A low-cost idea I had that could help: folks who get their post or comment downvoted could receive a message linking back to the New User’s Guide to LessWrong but mainly up-front highlighting that these contra-contrarian forces exist, and “If you’ve been downvoted and/or rate-limited, don’t take it too hard. LessWrong has fairly particular standards. My recommendation is to read some of the advice at the end here and try again.”[1]
I’ve spoken with multiple smart rationalist people in person who have described being discouraged from writing on LessWrong because of echo chamber effects / imbalanced curation.
https://www.lesswrong.com/posts/hHyYph9CcYfdnoC5j/automatic-rate-limiting-on-lesswrong
Sorry, to be clear, this is not a valid comment guideline on LessWrong. The current moderation system allows authors to moderate comments (assuming they have the necessary amount of karma). It does not allow authors to change how people vote. I can imagine at some point maybe doing something here, but it seems dicey, and is not part of how LessWrong currently works.
Got it — apologies for bending these rules (I didn’t consider that this may break a rule) as an attempt to operationalise the post.

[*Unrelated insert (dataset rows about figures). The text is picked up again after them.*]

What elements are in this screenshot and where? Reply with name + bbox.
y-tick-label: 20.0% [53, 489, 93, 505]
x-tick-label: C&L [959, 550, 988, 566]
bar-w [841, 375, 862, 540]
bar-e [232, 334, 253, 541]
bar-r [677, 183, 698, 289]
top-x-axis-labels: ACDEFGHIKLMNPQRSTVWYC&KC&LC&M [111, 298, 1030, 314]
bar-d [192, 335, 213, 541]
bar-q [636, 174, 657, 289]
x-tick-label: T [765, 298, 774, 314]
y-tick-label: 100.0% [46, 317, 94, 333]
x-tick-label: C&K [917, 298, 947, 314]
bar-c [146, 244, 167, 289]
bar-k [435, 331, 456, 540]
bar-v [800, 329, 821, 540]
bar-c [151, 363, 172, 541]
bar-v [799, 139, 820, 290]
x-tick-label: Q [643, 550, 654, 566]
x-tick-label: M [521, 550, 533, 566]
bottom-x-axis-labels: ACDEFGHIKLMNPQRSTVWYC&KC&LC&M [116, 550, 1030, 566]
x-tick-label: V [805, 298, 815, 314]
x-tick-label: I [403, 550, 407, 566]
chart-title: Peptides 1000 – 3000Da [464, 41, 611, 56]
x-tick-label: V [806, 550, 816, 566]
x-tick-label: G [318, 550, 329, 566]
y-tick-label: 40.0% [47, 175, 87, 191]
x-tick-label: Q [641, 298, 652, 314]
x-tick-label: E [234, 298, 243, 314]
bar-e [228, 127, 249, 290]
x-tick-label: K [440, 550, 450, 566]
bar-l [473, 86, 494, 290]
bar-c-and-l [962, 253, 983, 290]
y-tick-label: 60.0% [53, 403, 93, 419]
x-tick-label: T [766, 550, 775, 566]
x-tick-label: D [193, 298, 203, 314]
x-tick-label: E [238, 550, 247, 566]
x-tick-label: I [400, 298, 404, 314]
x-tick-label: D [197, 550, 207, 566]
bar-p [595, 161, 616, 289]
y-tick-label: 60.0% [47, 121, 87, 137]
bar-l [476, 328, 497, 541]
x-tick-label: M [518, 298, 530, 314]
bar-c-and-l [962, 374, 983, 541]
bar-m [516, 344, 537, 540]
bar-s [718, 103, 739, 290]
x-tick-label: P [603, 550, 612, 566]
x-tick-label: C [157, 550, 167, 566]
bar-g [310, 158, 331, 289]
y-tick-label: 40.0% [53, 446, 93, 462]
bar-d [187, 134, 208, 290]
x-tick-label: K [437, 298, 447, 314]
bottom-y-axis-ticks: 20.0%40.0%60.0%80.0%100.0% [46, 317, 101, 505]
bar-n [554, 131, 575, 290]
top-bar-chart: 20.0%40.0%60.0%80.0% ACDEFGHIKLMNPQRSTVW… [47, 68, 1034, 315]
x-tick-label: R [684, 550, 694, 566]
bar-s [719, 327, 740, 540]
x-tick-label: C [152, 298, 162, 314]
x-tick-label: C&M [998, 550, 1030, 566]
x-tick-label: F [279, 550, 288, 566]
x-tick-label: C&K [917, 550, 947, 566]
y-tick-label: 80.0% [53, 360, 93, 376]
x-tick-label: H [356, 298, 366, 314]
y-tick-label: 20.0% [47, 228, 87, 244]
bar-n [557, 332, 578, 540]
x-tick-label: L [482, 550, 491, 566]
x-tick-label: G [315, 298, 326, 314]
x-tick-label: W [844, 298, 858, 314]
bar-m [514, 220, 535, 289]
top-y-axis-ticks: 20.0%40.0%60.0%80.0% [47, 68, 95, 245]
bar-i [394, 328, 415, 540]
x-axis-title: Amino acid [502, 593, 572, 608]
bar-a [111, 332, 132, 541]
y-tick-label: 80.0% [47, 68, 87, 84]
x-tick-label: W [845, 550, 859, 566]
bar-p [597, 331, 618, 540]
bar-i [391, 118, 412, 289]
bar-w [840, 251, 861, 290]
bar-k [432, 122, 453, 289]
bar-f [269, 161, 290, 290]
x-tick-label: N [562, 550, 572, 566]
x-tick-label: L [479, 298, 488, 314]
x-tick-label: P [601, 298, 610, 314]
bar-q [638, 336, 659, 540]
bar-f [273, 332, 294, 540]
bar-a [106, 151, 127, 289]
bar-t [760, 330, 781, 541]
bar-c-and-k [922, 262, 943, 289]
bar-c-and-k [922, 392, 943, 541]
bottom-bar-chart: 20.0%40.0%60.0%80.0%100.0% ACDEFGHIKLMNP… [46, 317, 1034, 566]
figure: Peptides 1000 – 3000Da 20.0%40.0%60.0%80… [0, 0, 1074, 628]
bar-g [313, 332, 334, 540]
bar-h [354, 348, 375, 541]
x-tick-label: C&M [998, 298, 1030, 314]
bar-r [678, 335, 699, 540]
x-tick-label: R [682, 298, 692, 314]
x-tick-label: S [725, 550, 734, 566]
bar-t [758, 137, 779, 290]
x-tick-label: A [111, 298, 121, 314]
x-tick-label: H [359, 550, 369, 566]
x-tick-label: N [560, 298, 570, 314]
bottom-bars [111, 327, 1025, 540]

Can I state a lighter version instead, where I encourage all standard voting behaviour, but append a request for downvote justification? I’ve replaced the Comment Guideline accordingly as a placeholder until I receive further clarification.
I.e:
*** Voting Guideline: You should freely vote and react according to your views and LessWrong norms — I do not want to infringe upon this. ***
*** Comment Request: However, please allow me to make a request: if you do downvote this post and are willing to make that transparent, it would help me to operationalise the recommendation I put across in this post if you add a Reaction or a 30+ character comment prepended with “Downvote note:” on what to improve. ***
Definitely! Requests are totally fine!